My client has spent virtually his whole life in Montgomery. He was a child when Dr. King led his legendary 54 mile March from Selma to Montgomery. His mother worked various jobs in hotels, and his father worked on the railroad. He has raised a family in the Capital City, and manages to get by on limited earnings.              

About a year ago, my client found himself with a legal problem he never saw coming. When his landlord died, an individual he described as a “kind but sickly older man,” the landlord’s daughter suddenly sued my client, claiming that he was behind on his rent. This was a jolt to my client, who had been allowed to pay his monthly rent in cash. He was never given receipts, and there was no evidence that the deceased landlord ever kept a ledger.

We started out in the state District Court in Montgomery County, and as happens so often in the first round of a debt dispute, the lack of proof that a debtor paid is enough to lose, even if the creditor actually can’t show any record proving that the debtor has not paid bills on time. 

When The District Judge ruled against our client, we appealed to Circuit Court, and filed an Affidavit of Substantial Hardship, asserting that my client was indigent and couldn’t afford the several hundred dollars of fees for bringing an appeal.

While motions based on an Affidavit of Substantial Hardship are often routinely granted, this time the District Judge didn’t see it that way. So I filed a motion asking the Circuit Court Judge to grant the hardship waiver from filing fees.

The attorney for the landlord’s daughter argued in turn that the time had run out: that you have 14 days to file an appeal from District Court and that since the fees had not been paid in that time, the case was officially over with my client owing the money. 
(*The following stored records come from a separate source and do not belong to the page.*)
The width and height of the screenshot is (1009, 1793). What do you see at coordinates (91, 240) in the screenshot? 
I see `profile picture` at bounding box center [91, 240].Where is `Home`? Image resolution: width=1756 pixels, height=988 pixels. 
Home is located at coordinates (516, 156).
We lost a third time: The Circuit Court Judge agreed that since the appeal fee did not end up getting paid in 14 days, the time for filing ended and the Judge didn’t even have to hear our motion challenging the denial of the hardship waiver. The district court promptly garnished my client’s wages.  
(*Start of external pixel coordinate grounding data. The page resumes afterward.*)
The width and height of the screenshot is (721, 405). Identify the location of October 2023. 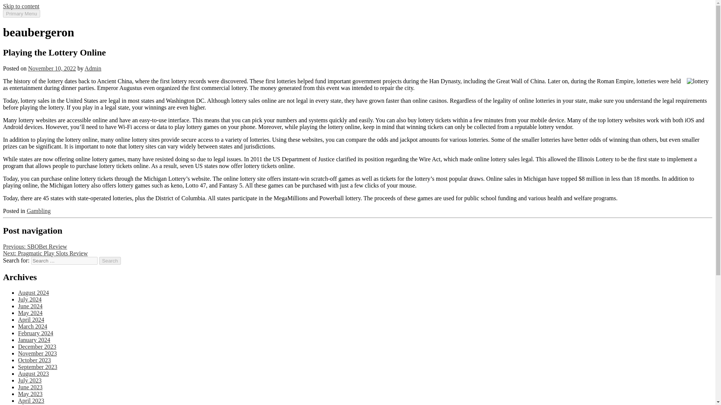
(35, 360).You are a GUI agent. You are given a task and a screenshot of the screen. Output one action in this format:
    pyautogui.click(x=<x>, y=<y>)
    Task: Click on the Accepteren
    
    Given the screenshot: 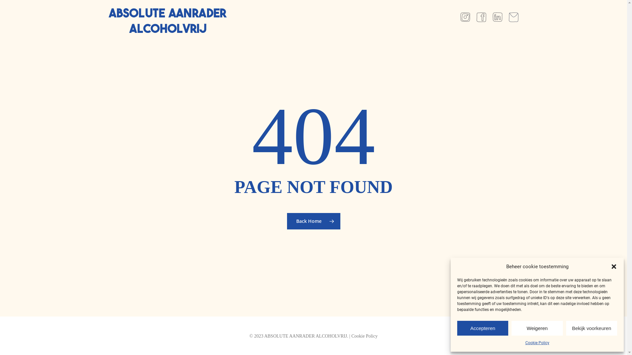 What is the action you would take?
    pyautogui.click(x=482, y=328)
This frustrating turn of events marked a genuine unfairness with the way this case was proceeding. My client was ultimately being kept out of court because he didn’t have the money to pay a fee. He was made to pay a debt when there was no proof he owed it, and the courts were finding every way to avoid hearing our arguments.  

We didn’t give up: while it is sometimes ignored in state court, there is case law in Alabama that as long as all proper court documents for an appeal are filed on time, the filing costs for the appeal can be paid later: this is a very important protection for people with a lower income, who often lose in district court. We took our claim to the next highest court, the Court of Civil Appeals. Finally, the right ruling and the right application of the law: the Circuit Court was ordered to hear the appeal of the judgment that my client owed money, and I managed to get the district court to not only stop a garnishment that should not have happened until the appeal was heard, but to return the garnished money to my client, every dime of it.

My client will get his day in Circuit Court and a full jury trial, where he can make his case that he paid his rent and that there is no actual evidence that he owes anything. Since the landlord’s daughter is the one bringing the lawsuit, she is the one who will have the burden to prove her claims: a burden that too many times is ignored in the first go around in district court.  And along the way, we won a victory that clarifies that the filing fee for an appeal is actually not meant to close the courtroom door to poor people. 

Stephen Last is a consumer and housing attorney in our Montgomery central office. He also happens to be a former forester and timber buyer who picked up law as a second career. This case revealed some routine judicial errors that happen in state court, and the value in a lawyer being persistent enough to overcome them.